More than 30 years on from the New York band’s initial explosion into the public eye in the US, the Plasmatics still seem like a one-off: a band driven by the fierce focus and anti-establishment zeal of their eloquent but troubled leader, and one that set the rulebook ablaze with glee (not to mention a large number of cars and countless guitars).

Wendy O Williams was a revolutionary, and although her music seldom strayed from a cacophonous punk rock and lobotomised metal blueprint, it still sounds impossibly thrilling today. The record itself amounts to a brief but startling primer for the Wendy O catalogue, replete with classics like Butcher Baby and A Pig Is A Pig. But it’s the accompanying documentary that makes this release such a welcome blast of antagonistic fury.

Compared to the refined qualities of today’s rockumentary world, this two-hour compilation of historical narrative and rarely seen live footage is amateurish and clunky, with a narrator who sounds devoid of nuance, and numerous music biz talking heads veering from slender insights to vacuous twaddle. But they can’t lessen the impact of the story itself, wherein Wendy O takes a sledgehammer to rock music convention and spends a decade shoving an electric cattle prod up the industry’s holiest of holies, with all the cancelled gigs, confrontations with police and barely controlled chaos that surrounded the Plasmatics’ rise to prominence.

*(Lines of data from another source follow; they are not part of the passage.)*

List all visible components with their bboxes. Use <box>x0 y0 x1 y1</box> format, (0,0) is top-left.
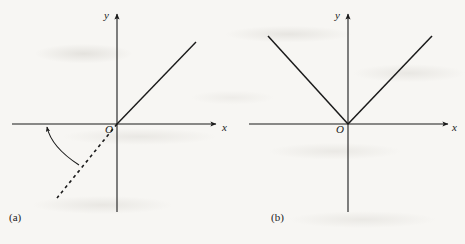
figure-a-dashed-ray <box>57 124 117 198</box>
figure-b-right-arm <box>348 36 432 124</box>
figure-b-origin-label: O <box>336 124 344 135</box>
figure-a-group <box>12 14 216 212</box>
diagram-canvas <box>0 0 465 244</box>
figure-a-origin-label: O <box>105 124 113 135</box>
figure-b-y-axis-label: y <box>335 10 340 21</box>
figure-b-caption: (b) <box>271 212 284 223</box>
figure-a-inclination-angle-arc <box>47 127 79 165</box>
figure-b-x-axis-label: x <box>452 122 457 133</box>
figure-page: x y O (a) x y O (b) <box>0 0 465 244</box>
figure-a-y-axis-label: y <box>104 10 109 21</box>
figure-a-solid-ray <box>117 42 196 124</box>
figure-a-x-axis-label: x <box>222 122 227 133</box>
figure-b-left-arm <box>268 36 348 124</box>
figure-a-caption: (a) <box>9 212 21 223</box>
figure-b-group <box>249 14 448 212</box>
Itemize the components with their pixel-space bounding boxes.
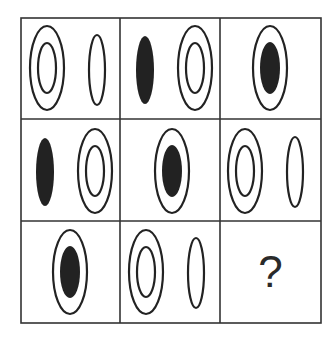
single-ellipse-icon xyxy=(287,137,303,207)
double-ring-icon xyxy=(129,230,163,314)
cell-r1c2 xyxy=(136,26,212,110)
cell-r3c1 xyxy=(53,230,87,314)
cell-r1c1 xyxy=(30,26,105,110)
cell-r3c2 xyxy=(129,230,204,314)
filled-ellipse-icon xyxy=(136,36,154,104)
missing-cell-question-mark: ? xyxy=(220,221,321,323)
double-ring-icon xyxy=(78,129,112,213)
filled-ellipse-icon xyxy=(36,138,54,206)
ring-with-filled-center-icon xyxy=(253,26,287,110)
double-ring-icon xyxy=(178,26,212,110)
double-ring-icon xyxy=(228,129,262,213)
cell-r1c3 xyxy=(253,26,287,110)
cell-r2c3 xyxy=(228,129,303,213)
ring-with-filled-center-icon xyxy=(53,230,87,314)
single-ellipse-icon xyxy=(188,238,204,308)
cell-r2c1 xyxy=(36,129,112,213)
ring-with-filled-center-icon xyxy=(155,129,189,213)
double-ring-icon xyxy=(30,26,64,110)
single-ellipse-icon xyxy=(89,35,105,105)
cell-r2c2 xyxy=(155,129,189,213)
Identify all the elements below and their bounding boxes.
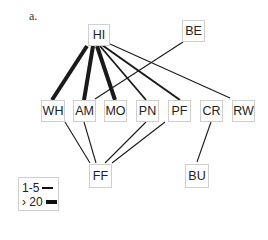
edge-hi-am xyxy=(84,46,93,100)
node-pn: PN xyxy=(136,100,159,122)
thick-line-swatch-icon xyxy=(46,200,57,204)
edge-pf-ff xyxy=(112,122,165,163)
node-ff: FF xyxy=(89,164,112,188)
node-bu: BU xyxy=(185,164,209,188)
node-cr: CR xyxy=(200,100,223,122)
legend-row-thick: › 20 xyxy=(22,195,57,209)
edge-hi-wh xyxy=(52,46,87,100)
edge-cr-bu xyxy=(197,122,211,162)
legend-row-thin: 1-5 xyxy=(22,181,53,195)
node-pf: PF xyxy=(168,100,191,122)
node-hi: HI xyxy=(88,24,110,46)
edge-hi-rw xyxy=(110,44,230,98)
edge-pn-ff xyxy=(105,122,146,163)
node-wh: WH xyxy=(41,100,65,122)
thin-line-swatch-icon xyxy=(42,187,53,189)
node-be: BE xyxy=(182,20,205,42)
legend-thin-label: 1-5 xyxy=(22,181,39,195)
legend: 1-5 › 20 xyxy=(18,177,59,211)
node-rw: RW xyxy=(232,100,255,122)
legend-thick-label: › 20 xyxy=(22,195,43,209)
node-mo: MO xyxy=(104,100,127,122)
node-am: AM xyxy=(73,100,96,122)
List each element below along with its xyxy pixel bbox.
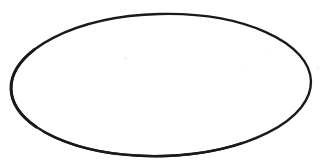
figure-canvas — [0, 0, 331, 166]
ellipse-figure — [0, 0, 331, 166]
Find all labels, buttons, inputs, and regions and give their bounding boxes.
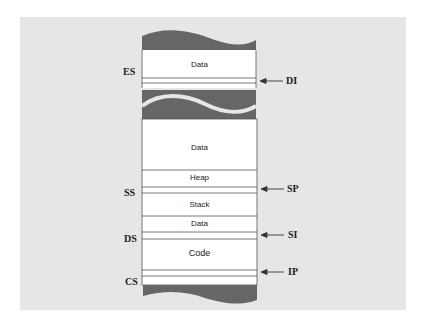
- register-cs: CS: [125, 276, 138, 287]
- middle-break: [142, 90, 256, 119]
- arrow-ip: [261, 270, 284, 275]
- register-di: DI: [286, 75, 297, 86]
- register-si: SI: [288, 229, 297, 240]
- top-break: [142, 30, 256, 50]
- segment-label-heap: Heap: [142, 173, 257, 182]
- arrow-sp: [261, 187, 284, 192]
- bottom-break: [143, 285, 257, 304]
- segment-label-ds-data: Data: [142, 219, 257, 228]
- segment-label-data: Data: [142, 143, 257, 152]
- segment-label-es-data: Data: [142, 60, 257, 69]
- arrow-di: [260, 79, 283, 84]
- segment-label-code: Code: [142, 248, 257, 258]
- register-ip: IP: [288, 266, 298, 277]
- register-sp: SP: [287, 183, 299, 194]
- register-es: ES: [123, 66, 135, 77]
- register-ss: SS: [124, 187, 135, 198]
- segment-label-stack: Stack: [142, 200, 257, 209]
- memory-column: [0, 0, 425, 323]
- arrow-si: [261, 233, 284, 238]
- register-ds: DS: [124, 233, 137, 244]
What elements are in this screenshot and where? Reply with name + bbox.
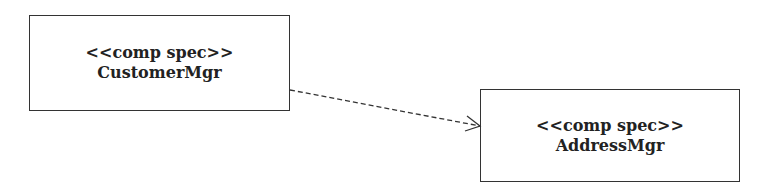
dashed-dependency-line: [290, 90, 480, 126]
dependency-connector[interactable]: [0, 0, 758, 194]
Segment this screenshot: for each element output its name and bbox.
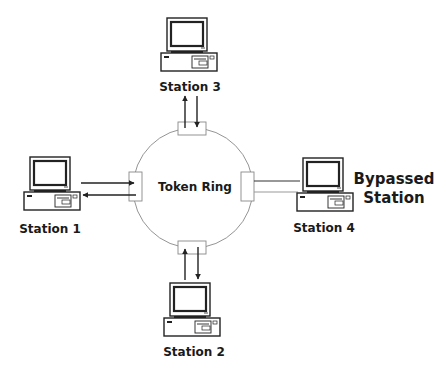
station-1-label: Station 1 (19, 222, 81, 236)
station-2-computer-icon (164, 283, 220, 336)
annotation-line-1: Bypassed (354, 170, 435, 189)
port-top (178, 122, 206, 135)
port-bottom (178, 241, 206, 254)
port-left (129, 172, 142, 201)
station-4-computer-icon (297, 158, 353, 211)
annotation-line-2: Station (354, 189, 435, 208)
station-4-label: Station 4 (293, 221, 355, 235)
station-3-computer-icon (161, 18, 217, 71)
port-right (241, 172, 254, 201)
token-ring-label: Token Ring (158, 180, 232, 194)
station-3-label: Station 3 (159, 80, 221, 94)
bypassed-station-annotation: Bypassed Station (354, 170, 435, 208)
station-1-computer-icon (24, 157, 80, 210)
station-2-label: Station 2 (163, 345, 225, 359)
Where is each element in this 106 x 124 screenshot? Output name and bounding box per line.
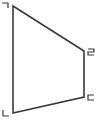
vertex-label-top-left [2,3,8,8]
quadrilateral-diagram [0,0,106,124]
vertex-label-bottom-right [88,95,94,100]
vertex-label-top-right [88,49,94,55]
vertex-label-bottom-left [3,110,9,116]
quadrilateral-shape [13,6,84,113]
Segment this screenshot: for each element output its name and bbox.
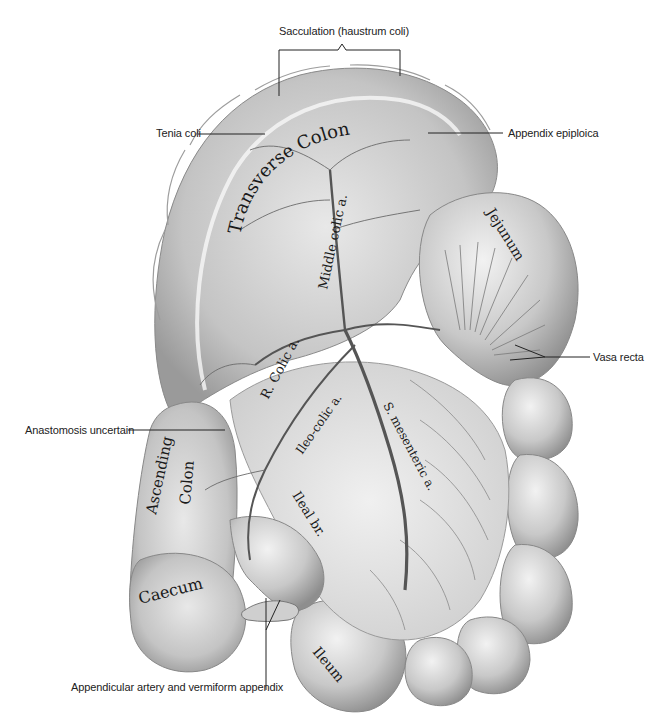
vermiform-appendix xyxy=(242,601,299,622)
callout-vasa-recta: Vasa recta xyxy=(593,351,644,364)
callout-tenia-coli: Tenia coli xyxy=(156,127,201,140)
intestine-illustration: Transverse Colon Middle colic a. Jejunum… xyxy=(0,0,664,720)
callout-appendix-epiploica: Appendix epiploica xyxy=(508,127,599,140)
callout-appendicular: Appendicular artery and vermiform append… xyxy=(71,681,283,694)
anatomy-figure: Transverse Colon Middle colic a. Jejunum… xyxy=(0,0,664,720)
organ-label-colon: Colon xyxy=(176,460,198,506)
callout-sacculation: Sacculation (haustrum coli) xyxy=(279,25,409,38)
callout-anastomosis: Anastomosis uncertain xyxy=(25,424,134,437)
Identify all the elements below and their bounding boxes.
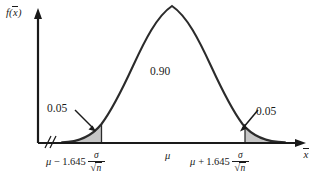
radicand-right: n [239,162,246,174]
right-tail-shaded-area [62,6,285,143]
radical-sign-left: √ [90,162,96,174]
left-tail-shaded-area [62,6,285,143]
radical-sign-right: √ [234,162,240,174]
x-axis-label: x [303,148,309,161]
y-axis-arrowhead [34,8,42,19]
plus-operator: + [195,156,206,167]
z-value-right: 1.645 [206,156,230,167]
left-tail-area-label: 0.05 [47,103,67,115]
sigma-symbol-left: σ [92,151,101,161]
radicand-left: n [95,162,102,174]
x-tick-label-left: μ − 1.645 σ √ n [46,150,105,172]
center-area-label: 0.90 [150,66,170,78]
y-axis-label: f(x) [6,6,22,19]
x-tick-label-right: μ + 1.645 σ √ n [190,150,249,172]
sigma-symbol-right: σ [236,151,245,161]
normal-curve [62,6,285,142]
left-tail-leader-arrow [75,110,96,132]
normal-distribution-figure: f(x) 0.05 0.90 0.05 μ − 1.645 σ √ n μ [0,0,321,182]
sigma-over-sqrt-n-left: σ √ n [88,151,105,173]
sqrt-n-right: √ n [232,162,248,174]
z-value-left: 1.645 [62,156,86,167]
minus-operator: − [51,156,62,167]
sqrt-n-left: √ n [88,162,104,174]
x-tick-label-center: μ [165,150,170,161]
right-tail-area-label: 0.05 [256,106,276,118]
x-axis-arrowhead [295,139,306,147]
sigma-over-sqrt-n-right: σ √ n [232,151,249,173]
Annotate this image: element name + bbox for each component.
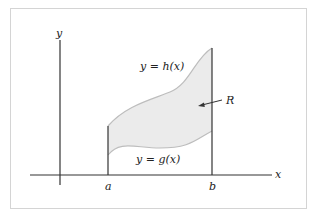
bound-label-a: a	[105, 180, 112, 193]
x-axis-label: x	[275, 168, 282, 181]
y-axis-label: y	[55, 27, 63, 40]
lower-curve-label: y = g(x)	[135, 153, 180, 166]
upper-curve-label: y = h(x)	[139, 60, 184, 73]
bound-label-b: b	[209, 180, 216, 193]
region-between-curves-diagram: y x a b R y = h(x) y = g(x)	[0, 0, 313, 215]
region-label-r: R	[225, 94, 234, 107]
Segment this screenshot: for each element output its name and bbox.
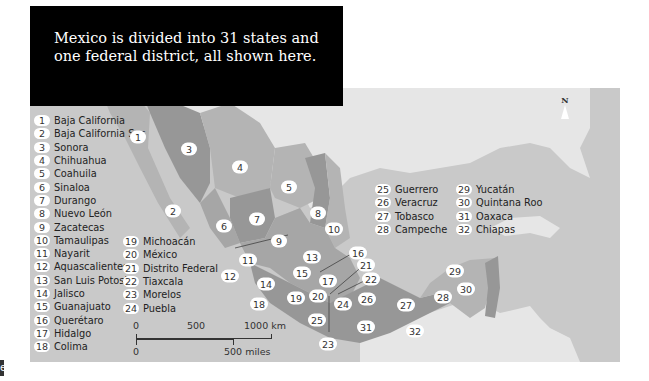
map-badge-17: 17: [319, 275, 337, 288]
legend-state-name: Morelos: [143, 289, 181, 300]
legend-number: 22: [123, 276, 139, 287]
legend-state-name: Tobasco: [395, 211, 434, 222]
map-badge-13: 13: [303, 251, 321, 264]
legend-number: 27: [375, 211, 391, 222]
legend-column-2: 19Michoacán20México21Distrito Federal22T…: [123, 235, 218, 315]
legend-state-name: Nuevo León: [54, 208, 112, 219]
legend-state-name: Distrito Federal: [143, 263, 218, 274]
scale-mile-0: 0: [133, 346, 139, 357]
legend-number: 32: [456, 224, 472, 235]
map-badge-32: 32: [406, 325, 424, 338]
legend-item: 1Baja California: [34, 114, 145, 127]
map-badge-19: 19: [287, 292, 305, 305]
legend-state-name: Puebla: [143, 303, 176, 314]
legend-number: 21: [123, 263, 139, 274]
map-badge-21: 21: [357, 259, 375, 272]
legend-number: 10: [34, 235, 50, 246]
map-badge-23: 23: [319, 338, 337, 351]
legend-state-name: Colima: [54, 341, 88, 352]
legend-column-3: 25Guerrero26Veracruz27Tobasco28Campeche: [375, 183, 447, 236]
legend-number: 1: [34, 115, 50, 126]
legend-item: 21Distrito Federal: [123, 262, 218, 275]
legend-number: 8: [34, 208, 50, 219]
legend-state-name: Tamaulipas: [54, 235, 109, 246]
legend-number: 5: [34, 168, 50, 179]
legend-state-name: Querétaro: [54, 315, 103, 326]
legend-state-name: Sonora: [54, 142, 88, 153]
legend-item: 17Hidalgo: [34, 327, 145, 340]
caption-box: Mexico is divided into 31 states and one…: [30, 6, 343, 106]
legend-number: 14: [34, 288, 50, 299]
scale-km-1000: 1000 km: [244, 320, 286, 331]
map-badge-28: 28: [434, 291, 452, 304]
legend-item: 26Veracruz: [375, 196, 447, 209]
legend-item: 24Puebla: [123, 301, 218, 314]
legend-number: 13: [34, 275, 50, 286]
map-badge-3: 3: [181, 143, 197, 156]
legend-item: 16Querétaro: [34, 313, 145, 326]
map-badge-18: 18: [250, 298, 268, 311]
map-badge-26: 26: [358, 293, 376, 306]
legend-number: 7: [34, 195, 50, 206]
legend-number: 30: [456, 197, 472, 208]
legend-item: 31Oaxaca: [456, 210, 542, 223]
edge-tab: e: [0, 360, 4, 376]
legend-state-name: Veracruz: [395, 197, 438, 208]
legend-state-name: Michoacán: [143, 236, 195, 247]
legend-item: 19Michoacán: [123, 235, 218, 248]
legend-item: 3Sonora: [34, 141, 145, 154]
legend-state-name: Zacatecas: [54, 222, 104, 233]
legend-state-name: San Luis Potosi: [54, 275, 127, 286]
map-badge-20: 20: [309, 290, 327, 303]
legend-item: 2Baja California Sur: [34, 127, 145, 140]
legend-state-name: Jalisco: [54, 288, 85, 299]
map-badge-25: 25: [308, 314, 326, 327]
legend-number: 19: [123, 236, 139, 247]
legend-number: 9: [34, 222, 50, 233]
legend-state-name: Oaxaca: [476, 211, 513, 222]
map-badge-22: 22: [362, 273, 380, 286]
legend-state-name: Guerrero: [395, 184, 438, 195]
compass-label: N: [561, 95, 569, 105]
legend-item: 5Coahuila: [34, 167, 145, 180]
map-badge-27: 27: [397, 299, 415, 312]
map-badge-29: 29: [446, 265, 464, 278]
legend-number: 25: [375, 184, 391, 195]
map-badge-6: 6: [216, 220, 232, 233]
legend-state-name: Aquascalientes: [54, 261, 128, 272]
legend-state-name: México: [143, 249, 177, 260]
legend-item: 9Zacatecas: [34, 220, 145, 233]
legend-state-name: Nayarit: [54, 248, 90, 259]
legend-number: 29: [456, 184, 472, 195]
legend-item: 32Chiapas: [456, 223, 542, 236]
legend-state-name: Yucatán: [476, 184, 515, 195]
legend-item: 23Morelos: [123, 288, 218, 301]
legend-state-name: Coahuila: [54, 168, 97, 179]
legend-number: 26: [375, 197, 391, 208]
legend-number: 20: [123, 249, 139, 260]
legend-number: 18: [34, 341, 50, 352]
map-badge-8: 8: [310, 207, 326, 220]
map-badge-15: 15: [293, 267, 311, 280]
legend-state-name: Chiapas: [476, 224, 515, 235]
legend-item: 20México: [123, 248, 218, 261]
legend-number: 17: [34, 328, 50, 339]
map-badge-5: 5: [281, 181, 297, 194]
legend-state-name: Hidalgo: [54, 328, 91, 339]
legend-item: 18Colima: [34, 340, 145, 353]
map-badge-14: 14: [257, 278, 275, 291]
legend-column-4: 29Yucatán30Quintana Roo31Oaxaca32Chiapas: [456, 183, 542, 236]
map-badge-12: 12: [221, 270, 239, 283]
legend-item: 6Sinaloa: [34, 180, 145, 193]
legend-column-1: 1Baja California2Baja California Sur3Son…: [34, 114, 145, 353]
caption-text: Mexico is divided into 31 states and one…: [54, 29, 334, 65]
legend-number: 2: [34, 128, 50, 139]
legend-number: 12: [34, 261, 50, 272]
map-badge-30: 30: [457, 283, 475, 296]
legend-number: 24: [123, 303, 139, 314]
map-badge-1: 1: [130, 131, 146, 144]
map-badge-10: 10: [325, 223, 343, 236]
legend-number: 23: [123, 289, 139, 300]
legend-item: 25Guerrero: [375, 183, 447, 196]
legend-number: 4: [34, 155, 50, 166]
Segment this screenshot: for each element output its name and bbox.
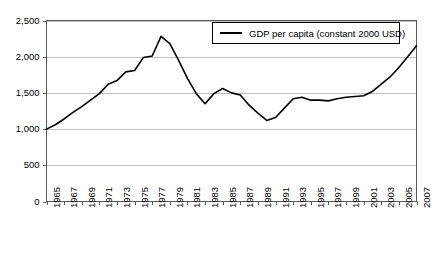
x-axis-tick-label: 1973 — [122, 186, 132, 207]
y-axis-tick-label: 1,500 — [0, 88, 40, 98]
series-line-gdp-per-capita — [47, 36, 417, 129]
x-axis-tick-label: 1993 — [298, 186, 308, 207]
x-axis-tick-label: 1981 — [192, 186, 202, 207]
x-axis-tick-label: 1969 — [87, 186, 97, 207]
legend-line-swatch-icon — [220, 32, 242, 34]
x-axis-tick-label: 1971 — [104, 186, 114, 207]
y-axis-ticks — [43, 22, 47, 203]
x-axis-tick-label: 1999 — [351, 186, 361, 207]
y-axis-tick-label: 2,000 — [0, 52, 40, 62]
x-axis-tick-label: 1989 — [263, 186, 273, 207]
x-axis-tick-label: 1983 — [210, 186, 220, 207]
x-axis-tick-label: 2003 — [386, 186, 396, 207]
y-axis-tick-label: 1,000 — [0, 124, 40, 134]
x-axis-tick-label: 2001 — [369, 186, 379, 207]
x-axis-tick-label: 1965 — [52, 186, 62, 207]
x-axis-tick-label: 1987 — [245, 186, 255, 207]
x-axis-tick-label: 2005 — [404, 186, 414, 207]
x-axis-tick-label: 1997 — [333, 186, 343, 207]
x-axis-tick-label: 1995 — [316, 186, 326, 207]
x-axis-tick-label: 2007 — [422, 186, 432, 207]
gdp-per-capita-line-chart: 2,5002,0001,5001,0005000 196519671969197… — [0, 0, 434, 262]
legend-entry-gdp-per-capita: GDP per capita (constant 2000 USD) — [213, 23, 399, 43]
x-axis-tick-label: 1985 — [228, 186, 238, 207]
x-axis-tick-label: 1979 — [175, 186, 185, 207]
plot-frame — [47, 21, 417, 202]
chart-legend: GDP per capita (constant 2000 USD) — [212, 22, 400, 44]
x-axis-tick-label: 1975 — [140, 186, 150, 207]
x-axis-tick-label: 1991 — [281, 186, 291, 207]
legend-entry-label: GDP per capita (constant 2000 USD) — [249, 28, 405, 39]
y-axis-tick-label: 500 — [0, 160, 40, 170]
y-axis-tick-label: 2,500 — [0, 16, 40, 26]
y-axis-tick-label: 0 — [0, 197, 40, 207]
x-axis-tick-label: 1977 — [157, 186, 167, 207]
x-axis-tick-label: 1967 — [69, 186, 79, 207]
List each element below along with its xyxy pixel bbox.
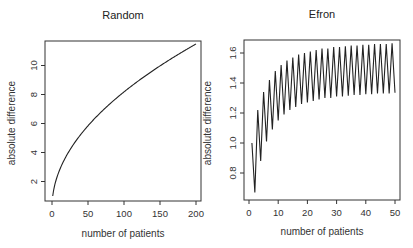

Most startling is the lost look in the eyes of Wendy herself. She took her own life in 1998, aged only 48, and when you gaze upon this heroic iconoclast, you can see that behind the brash exterior lay a poetic soul for whom this stupid world was simply too much to bear.

Dom Lawson
Writer

Dom Lawson has been writing for Metal Hammer and Prog for over 14 years and is extremely fond of heavy metal, progressive rock, coffee and snooker. He also contributes to The Guardian, Classic Rock, Bravewords and Blabbermouth and has previously written for Kerrang! magazine in the mid-2000s.